But a review of newspaper headlines at that time reveals a country that had grown disgusted with the victory and bitter with the peace.
Inflation was raging, the national debt had grown and maimed veterans and impoverished war widows were everywhere. The people's sacrifice during the war seemed to generate none of the benefits that wartime politicians had promised.
But unrivaled economically, America would enter the third decade of the 20th century, vowing to remain univolved in foreign entanglements, disengaging itself from the rest of the world, turning inward, conservative and hostile to unions, Socialists, minorities and even children.
Those attitudes were a direct rebuke to the period between 1912 and 1917 when a Progressive Era, characterized by President Woodrow Wilson, a Democrat, sought numerous social and economic reforms.
Ironically, Wilson would become better known for his foreign policies.
Considered "the savior of Europe," Wilson lost his health and suffered a stroke on his left side in his unsuccessful attempts to convince a largely Republican Senate in 1919 to embrace the Treaty of Versailles, the document that ended World War 1 and led to the creation of the League of Nations.
Never joined the 'League'
But America would never join the League of Nations, as the Senate refused to endorse the Treaty of Versailles.
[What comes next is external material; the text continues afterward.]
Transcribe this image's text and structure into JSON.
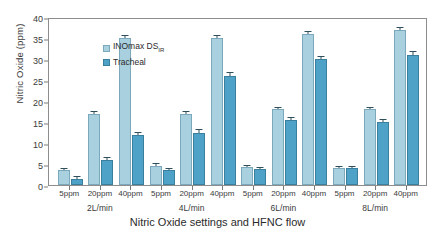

While President Wilson was regarded as a world leader and tried to tbe a domestic reformer who fought monopolies, stood up to Standard Oil, created the Federal Trade Commission and bailed out impoverished farmers, the former president of Princeton University at the same time was insensitive to the economic deprivations of blacks and the violence directed toward them in the South.
Because of the president's benign neglect, the country's racial relations were abysmal, with little attention given to the notion of human rights.
Part of the problem was that America was changing from a nation of farmers to one of city dwellers, living in close quarters and struggling to find jobs and housing amid a torrent of immigrants. Those tensions would come to characterize race relations for virtually the balance of the 20th century.
Even though the war was over, there was some other unfinished business that was war-related in 1919 and further accelerated America's turn to the right.
In a federal court case that began during the war, Schenk vs. the U.S., the Supreme Court ruled in 1919 that the First Amendment can be abridged when the nation's security is at stake. Writing for the majority, Oliver Wendell Holmes established the "clear and present danger" test to determine when writings and speeches pose a threat to the nation.
"When a nation is at war, many things that might be said in times of peace are such a hindrance to its effort that their utternace will not be endured so long as men fight."
At that time in American history, large corporations had unimaginable political and economic power and used it to force municipalities and sometimes Congress to do their bidding.
Although wages had increased 250 percent since of income was woefully unequal and the average industrial job was a threat to life.
Mechanization and industrialization had increased productivity, but the machines were dangerous and in a land with no worker's compensation, unions or insurance, if a man became disabled, his family suffered.
Most blue-collar workers didn't receive pensions, and so those who became too old to work and had no savings were forced to live in large extended families or accept public charity.
Labor historians speculate that impoverished or elderly retired workers were not a strain on the economy because people had much larger families back then and did not live so long.
A white male who was 20 years old in 1919 could expect to live another 35 years. By contrast, a white male who is 20 years old today can look forward to more than five decades of life.
Women, minorities and children had a particularly hard life in 1919.
It was not uncommon, for example, for a child of eight to work 12 hours a day for 75 cents. Even the Supreme Court would strike down the Child Labor Act in 1921 before another version would be restored decades later.